The Boston Scalability User Group was started by Anthony Chaves in February 2008. The potential audience for multi-user software applications grows every day. Most of the time the software’s capacity for users and data is far lower than what is required of it. Dictionary.com defines scalability as “how well a solution to some problem works when the size of the problem increases”. This includes an increase in user size, page views, data stored, data processed and more.
The group was started to address the lack of ongoing professional discussion about application scalability. The goal of a scalable application is to have the ability to add capacity without diminishing the user experience. There are so many methods that can be used to achieve this goal and BostonSUG will enable software developers, architects, DBAs, and IT guys (and anyone else interested) in exploring and discussing the tools, strategies and challenges involved with scaling a software application.

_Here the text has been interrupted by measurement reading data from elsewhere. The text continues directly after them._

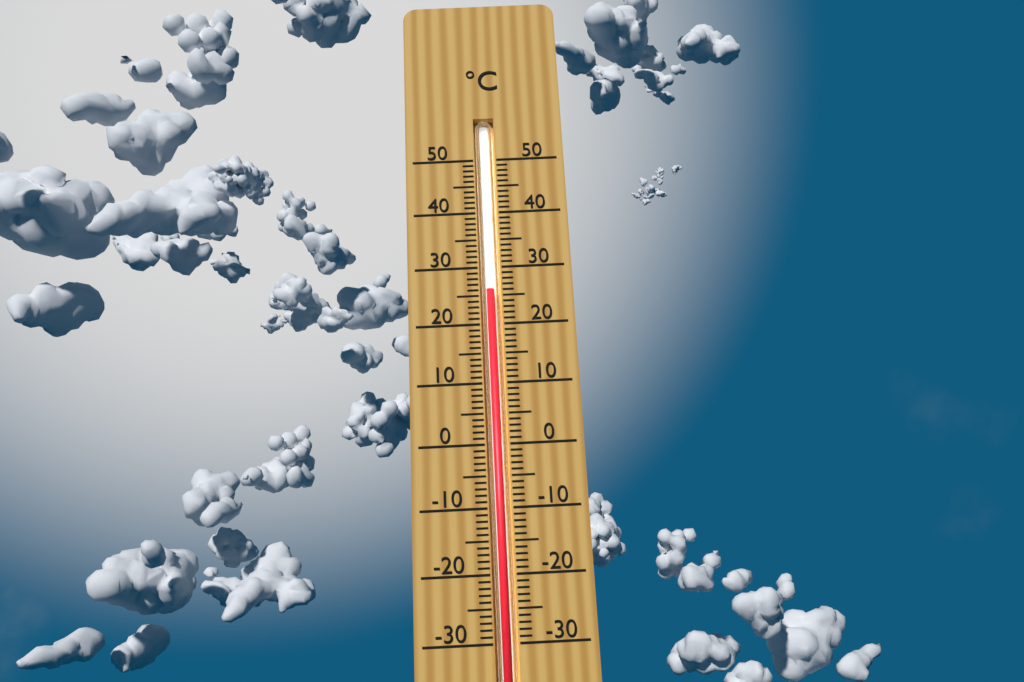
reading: 26 °C
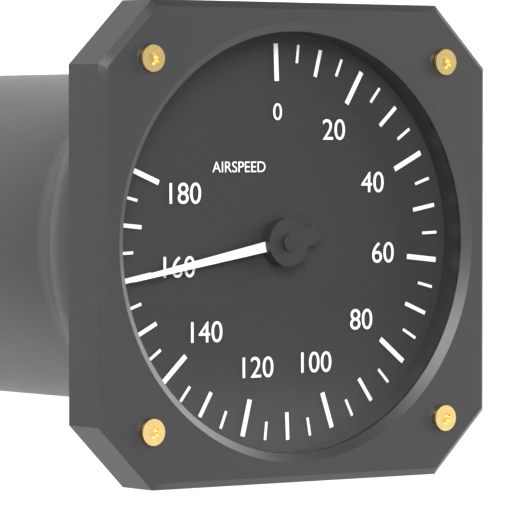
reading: 160 (no unit)
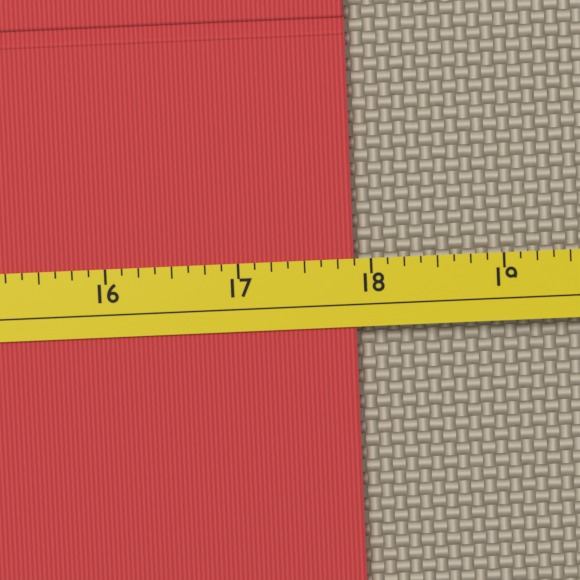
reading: 17.875 (no unit)
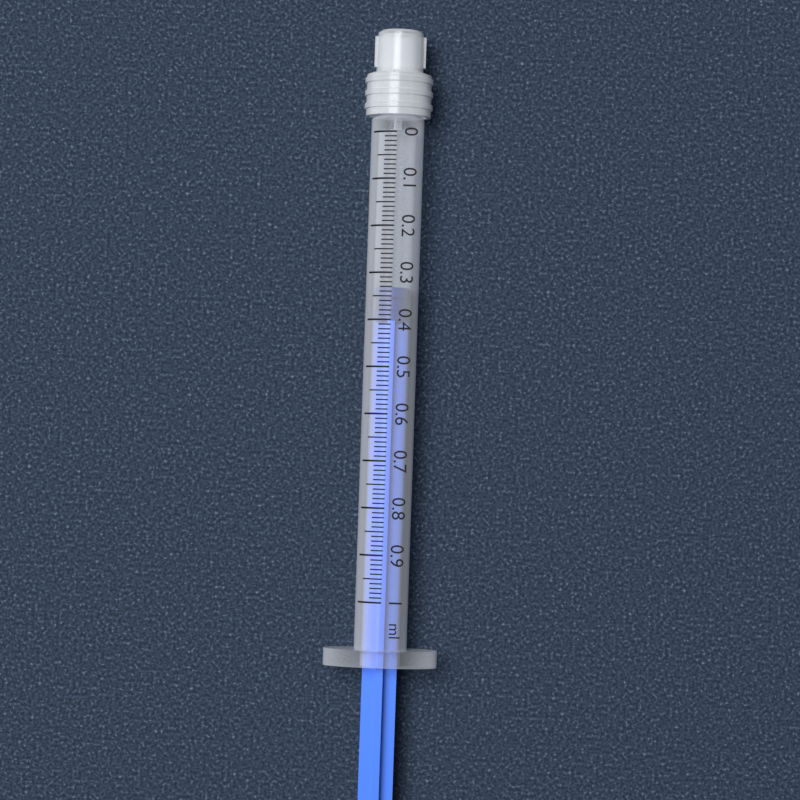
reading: 0.33 ml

Scalability doesn’t apply to just one platform or just one programming language or just one application architecture or just one DBMS. At this point in time scalability considerations permeate almost all aspects of software development. There is no silver bullet that will instantly make your application scalable. Instead you have to work at it. BostonSUG will line up the foremost experts in the field to give presentations at each of our monthly meetings. Their presentations will be technical and encourage detailed discussion on some of the most cutting-edge software and best practice design considerations out there to give you the tools required to build a scalable software package.
The list of upcoming meeting topics includes enterprise .NET applications, JVM clustering and Amazon Web Services. There is also the possibility of having round-table discussion meetings in which BostonSUG members propose topics to explore or hear advice from other members that have encountered the topic.